Work order: Make an exact copy of the lines from the one containing "Locate an element" through the end of the records below, and leave out every picture.
++++ Records provided
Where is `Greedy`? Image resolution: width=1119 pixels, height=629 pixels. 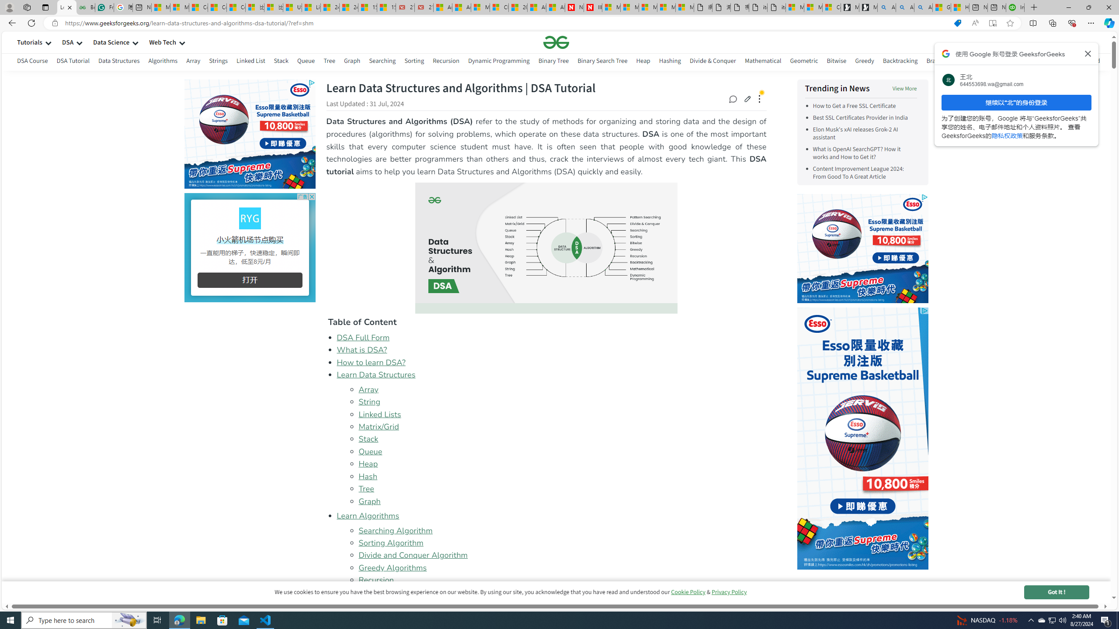 Greedy is located at coordinates (864, 62).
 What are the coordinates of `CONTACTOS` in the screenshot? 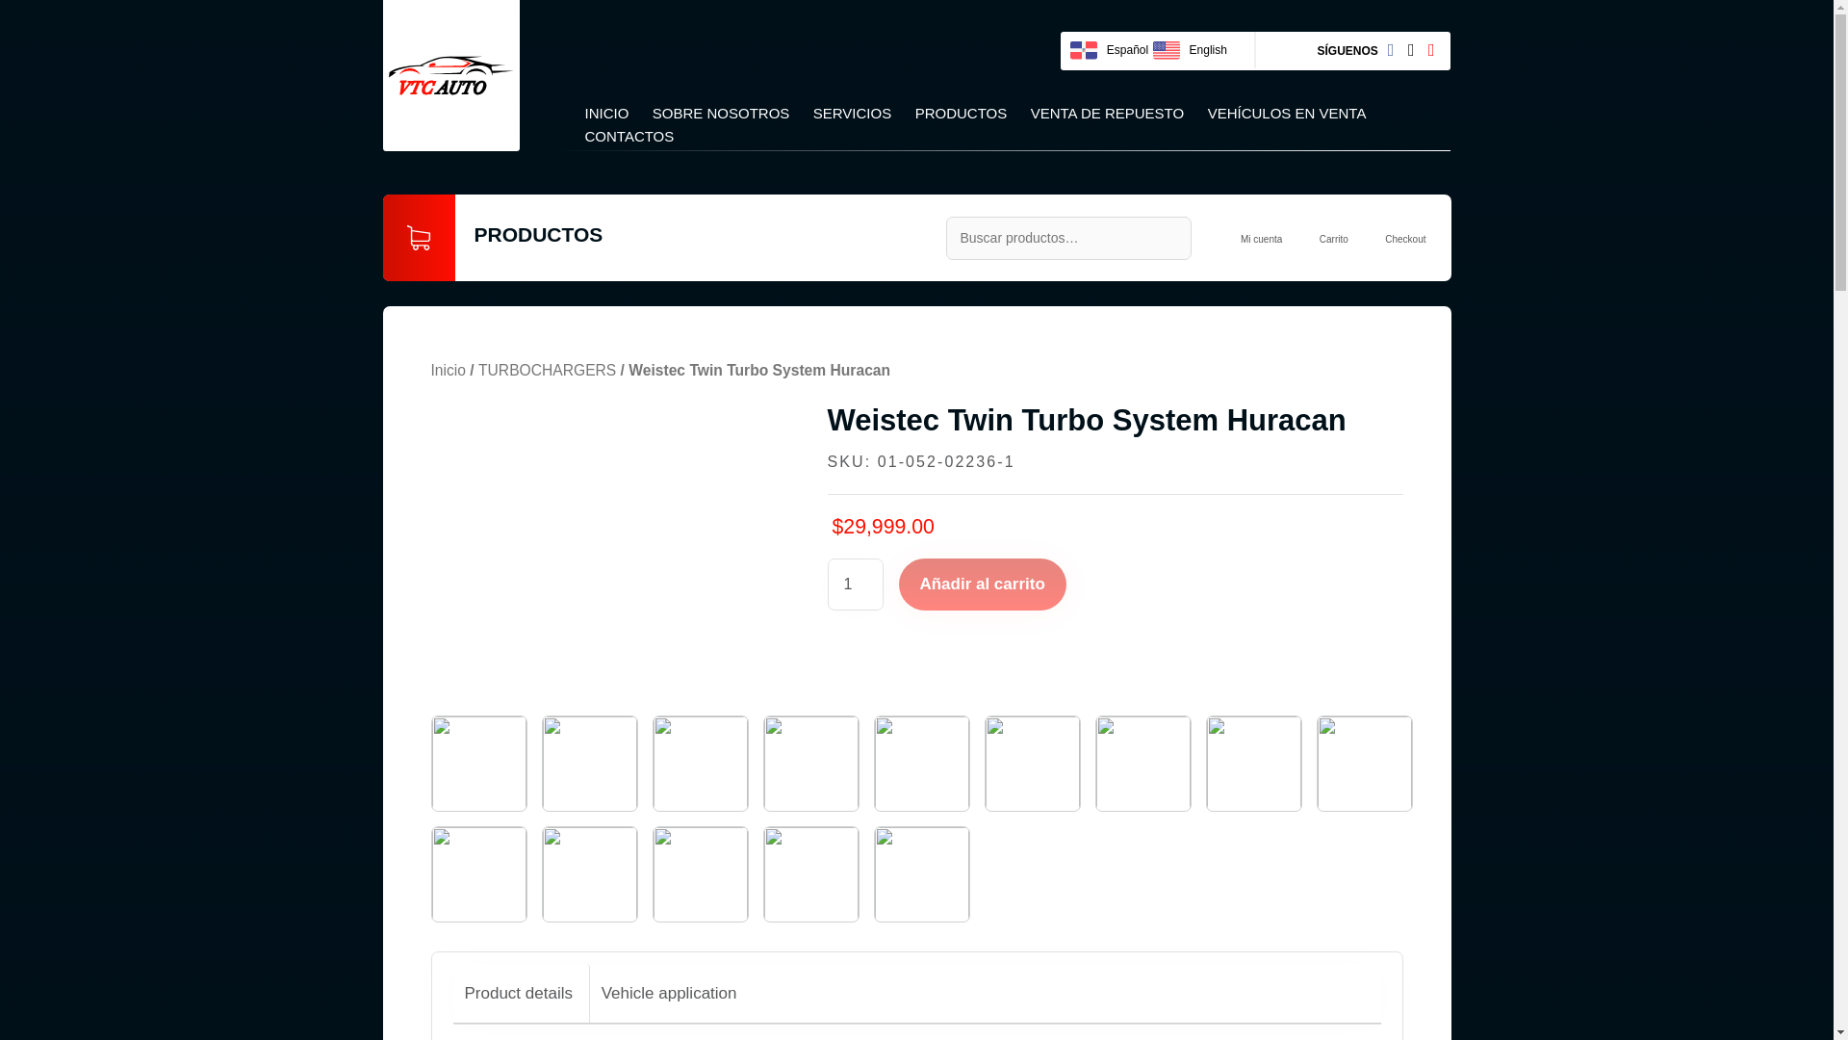 It's located at (630, 137).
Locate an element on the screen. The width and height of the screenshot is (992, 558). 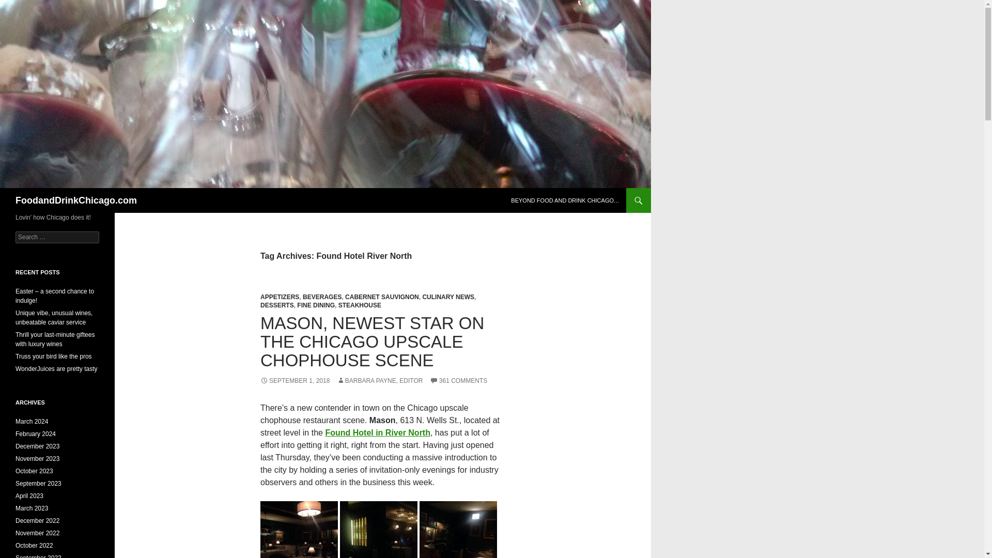
WonderJuices are pretty tasty is located at coordinates (56, 369).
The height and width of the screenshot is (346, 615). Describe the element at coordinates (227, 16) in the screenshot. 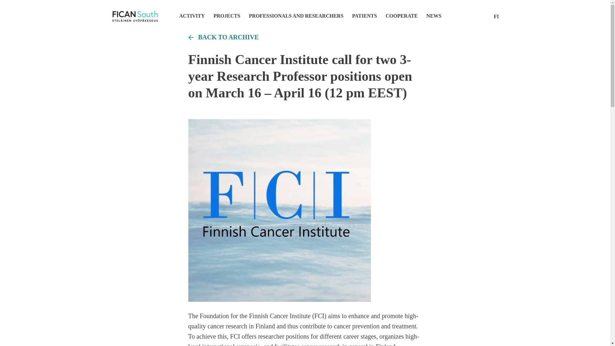

I see `PROJECTS` at that location.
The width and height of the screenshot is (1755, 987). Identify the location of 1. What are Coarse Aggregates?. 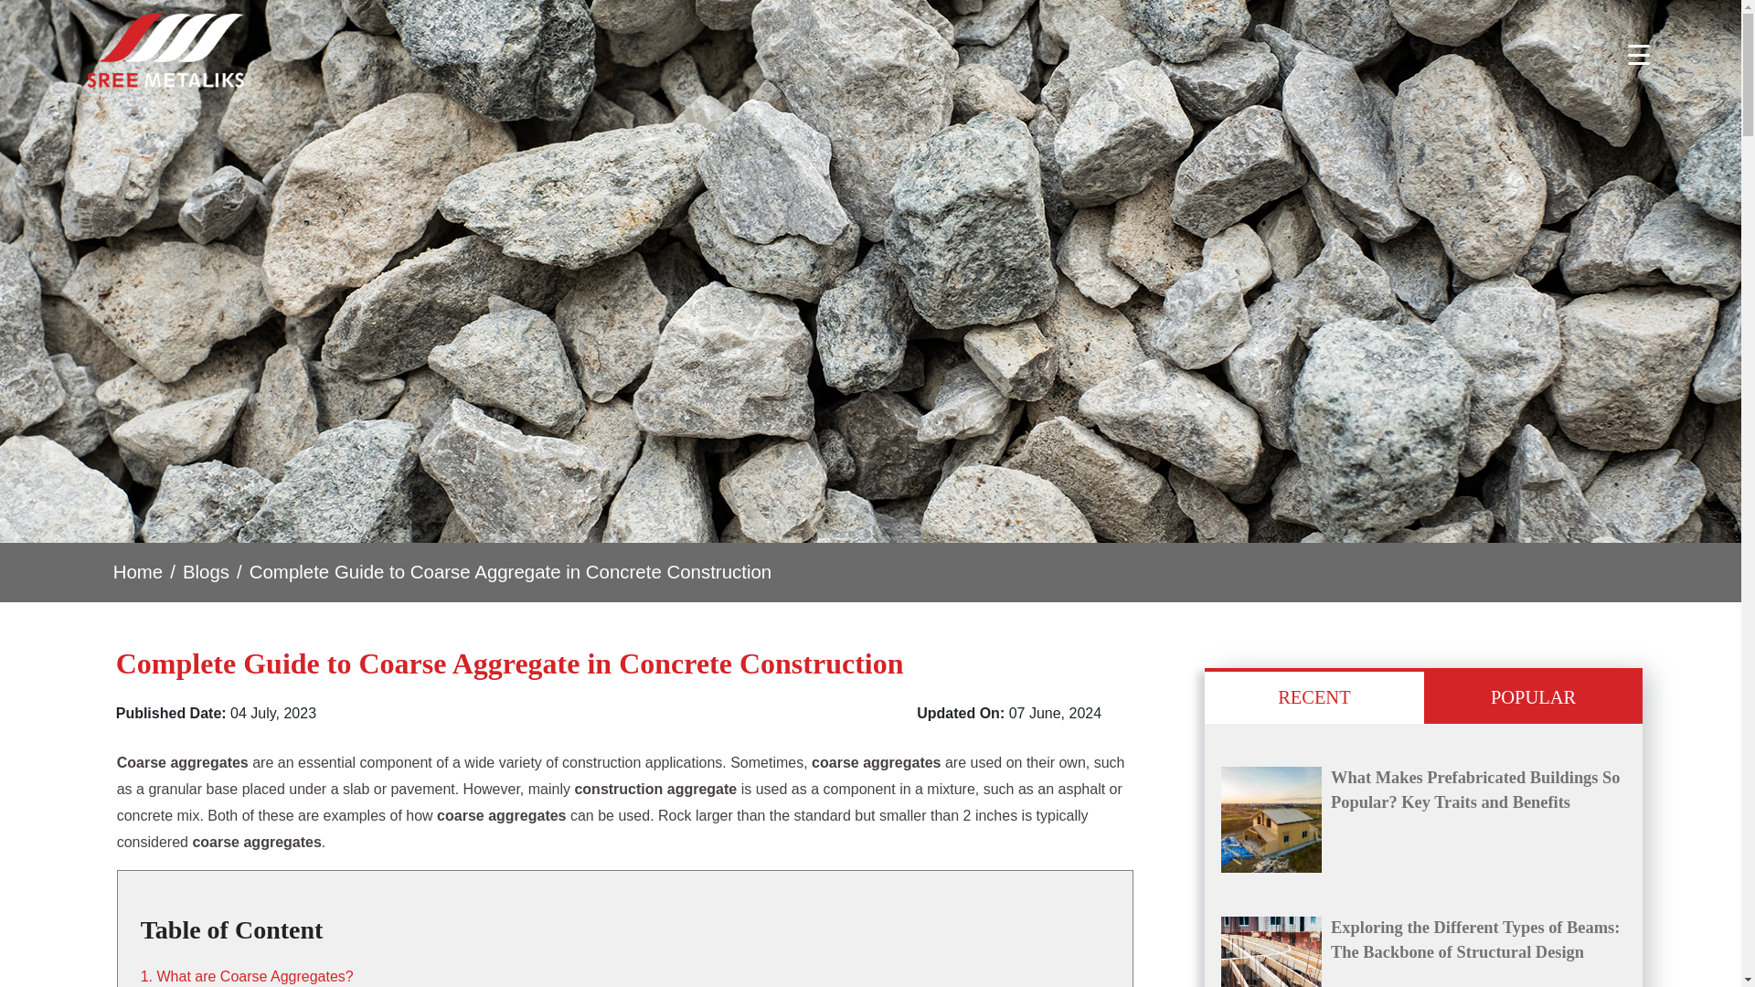
(247, 976).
++++++++
Exercise result:
Locate an element on the screen. The width and height of the screenshot is (992, 558). 
WonderJuices are pretty tasty is located at coordinates (56, 369).
The height and width of the screenshot is (346, 615). Describe the element at coordinates (227, 16) in the screenshot. 

I see `PROJECTS` at that location.
The width and height of the screenshot is (1755, 987). Identify the location of 1. What are Coarse Aggregates?. 
(247, 976).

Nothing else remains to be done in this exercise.